Coming back to the Gebel Kamil site - to me the piece misses a number of points. The Italian team's lost bottle? Who is to say they were the first people there? That seems a remarkable claim. Secondly, why should science have automatic rights to all the material? It's fair to say a better estimate of total fall weight can be attempted with more of the meteorite in situ, but who knows how much of it has been collected in the 5000 years since it fell? Ultimately, what has happened is that the scientific community has found the site of a meteorite fall and given it an official name. It will undertake a full analysis of the rocks and crater and we will learn a bit more about meteorites. This is still happening, commercial collecting or not. It is of no real use to the researchers to possess all of the meteorite, but I'd argue it's of some value to science as a whole to have the background interest in the subject raised by the commercial market.

The use of UNESCO as a safeguard for specimens and sites of vital importance to science could be more effective if properly applied and enforced, but there aren't many instances where this is the case. As an example, China have a blanket ban on the export of vertebrate fossil material. This seemed brought in essentially to protect their feathered dinosaur stuff - and rightly so. Very important palaeontological specimens that academics should be able to access. It's a sledgehammer to crack a nut, though. Also banned for export are two types of fossil fish, Jianghanichthys and Lycoptera, that had provided a steady income stream for very poor parts of China. They are of no scientific interest. Australia is pretty much the only place where customs will take an interest if you go through the border with a Chinese fossil fish. The approach mentioned towards the end of the New Scientist piece is a good one, I think, but essentially is simply exploiting the existing situation. Academic bodies sponsoring local collectors to provide material for them instead of buying from dealers. But - doesn't that just make these sponsored local collectors... meteorite dealers?

Ahhh. I'll write about something else next time, I promise.

Wednesday 4 August 2010

A week to themselves

Mothers get a day. Fathers get a day. Sharks get a whole week. So greedy. But anyway - it's Shark Week this week. Right now. So go and hug a shark. Well - okay - go and... Go and... How do you celebrate Shark Week? It's been running since 1987, the brainchild of the Discovery Channel who pack their schedule with relevant programming.

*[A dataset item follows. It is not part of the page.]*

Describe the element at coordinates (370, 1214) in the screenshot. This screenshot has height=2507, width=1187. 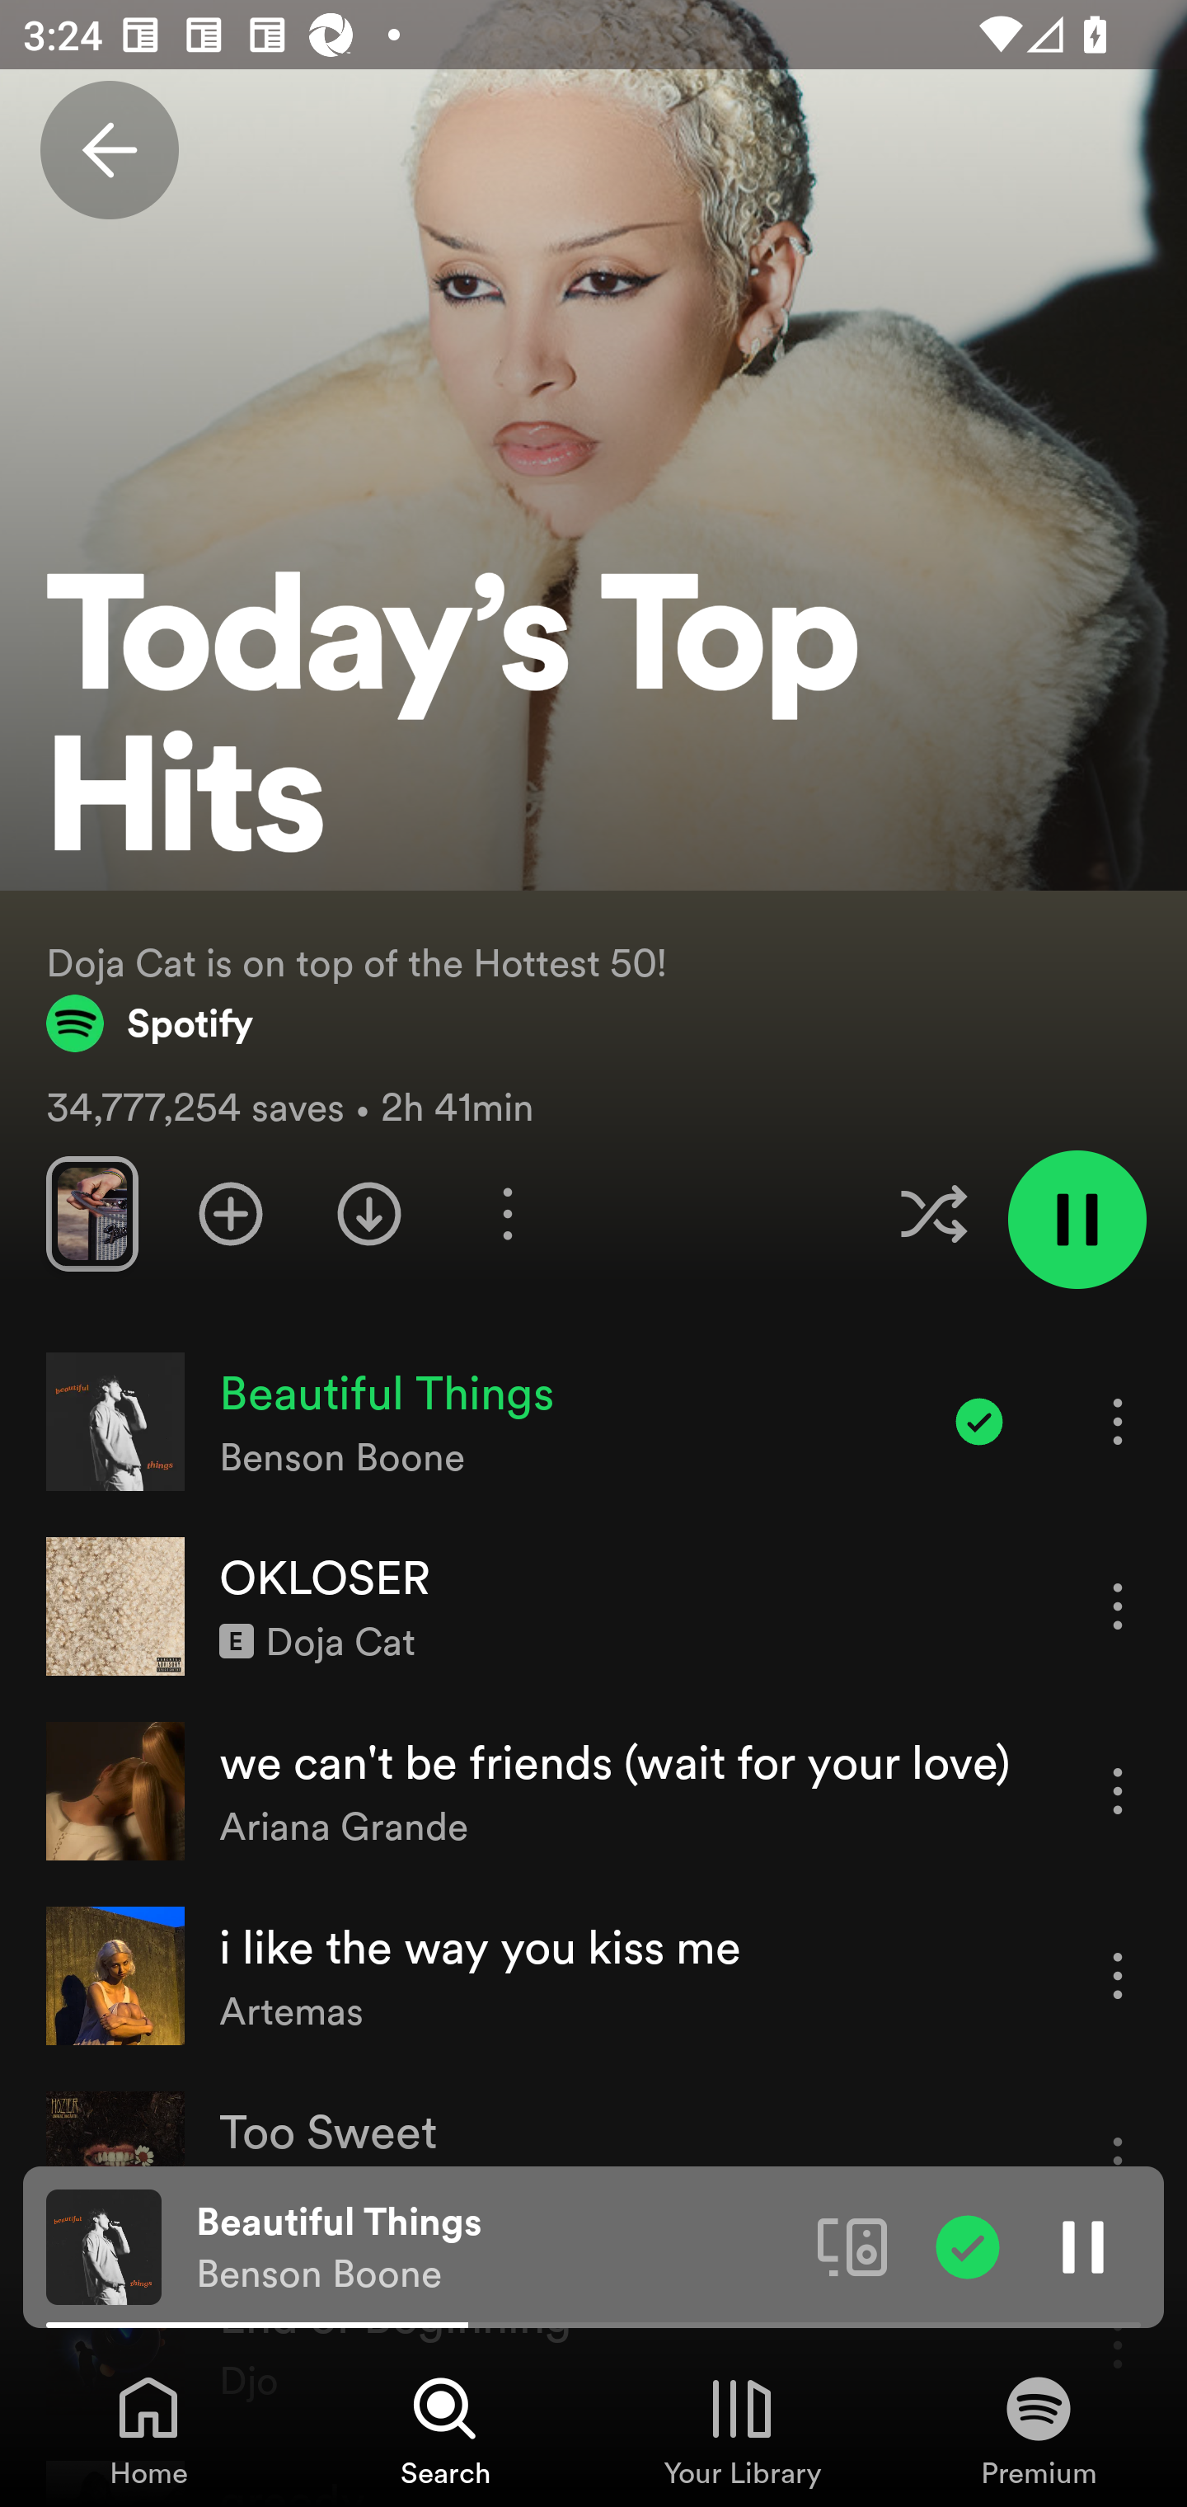
I see `Download` at that location.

Sharks get a rough time of it from us lot. Some of us are afraid of them, others fascinated, but we're all at least impressed. Some of the best-sellers in the shop are fossil shark teeth, so I owe them a great deal. Sharks are the lions of the sea. Or to avoid any letters of complaint from sealions, maybe sharks are the tigers of the sea. They have been around for a long time and proved themselves thoroughly effective predators but seem to have met their match in humans. Most species of shark face some level of extinction threat - and may be lost within the next few decades at current rates of decline. The process of collecting shark fins for a stupid soup is revolting. I'd suggest that anyone wanting shark fin soup should collect the ingredients themselves, by hand. So - all power to Shark Week if it at least raises awareness a little.